What is expected: Of the records that follow, copy only the lines from the line containing "Describe the element at coordinates (1064, 765)" to the line containing "Locate an element", both included, exactly as written.

Supplied records:
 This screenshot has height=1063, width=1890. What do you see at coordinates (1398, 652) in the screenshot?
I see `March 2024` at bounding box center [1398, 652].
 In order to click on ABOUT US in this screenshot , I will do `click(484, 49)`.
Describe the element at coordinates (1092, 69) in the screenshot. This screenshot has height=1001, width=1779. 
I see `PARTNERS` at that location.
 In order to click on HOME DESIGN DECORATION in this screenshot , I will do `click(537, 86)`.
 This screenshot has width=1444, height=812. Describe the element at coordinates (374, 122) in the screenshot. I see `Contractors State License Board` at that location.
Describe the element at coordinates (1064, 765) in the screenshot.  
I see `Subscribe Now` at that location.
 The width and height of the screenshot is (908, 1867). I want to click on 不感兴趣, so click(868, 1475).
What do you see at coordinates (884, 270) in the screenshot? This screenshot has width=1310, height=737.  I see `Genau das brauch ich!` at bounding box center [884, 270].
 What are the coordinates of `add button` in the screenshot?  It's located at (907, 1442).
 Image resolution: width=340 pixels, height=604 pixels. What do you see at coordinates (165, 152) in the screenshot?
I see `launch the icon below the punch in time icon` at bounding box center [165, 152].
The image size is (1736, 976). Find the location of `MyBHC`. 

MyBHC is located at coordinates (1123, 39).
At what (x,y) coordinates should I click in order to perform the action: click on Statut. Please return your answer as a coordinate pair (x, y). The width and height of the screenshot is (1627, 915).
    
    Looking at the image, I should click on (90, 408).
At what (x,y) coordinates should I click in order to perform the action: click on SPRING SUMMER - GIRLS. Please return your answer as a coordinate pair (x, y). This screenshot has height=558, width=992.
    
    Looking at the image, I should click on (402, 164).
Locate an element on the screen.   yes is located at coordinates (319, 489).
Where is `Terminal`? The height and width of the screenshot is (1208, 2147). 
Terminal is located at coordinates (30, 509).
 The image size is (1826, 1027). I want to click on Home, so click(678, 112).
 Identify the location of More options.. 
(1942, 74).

Solution:
Describe the element at coordinates (1064, 765) in the screenshot.  
I see `Subscribe Now` at that location.
 The width and height of the screenshot is (908, 1867). I want to click on 不感兴趣, so click(868, 1475).
What do you see at coordinates (884, 270) in the screenshot? This screenshot has width=1310, height=737.  I see `Genau das brauch ich!` at bounding box center [884, 270].
 What are the coordinates of `add button` in the screenshot?  It's located at (907, 1442).
 Image resolution: width=340 pixels, height=604 pixels. What do you see at coordinates (165, 152) in the screenshot?
I see `launch the icon below the punch in time icon` at bounding box center [165, 152].
The image size is (1736, 976). Find the location of `MyBHC`. 

MyBHC is located at coordinates (1123, 39).
At what (x,y) coordinates should I click in order to perform the action: click on Statut. Please return your answer as a coordinate pair (x, y). The width and height of the screenshot is (1627, 915).
    
    Looking at the image, I should click on (90, 408).
At what (x,y) coordinates should I click in order to perform the action: click on SPRING SUMMER - GIRLS. Please return your answer as a coordinate pair (x, y). This screenshot has height=558, width=992.
    
    Looking at the image, I should click on (402, 164).
Locate an element on the screen.   yes is located at coordinates (319, 489).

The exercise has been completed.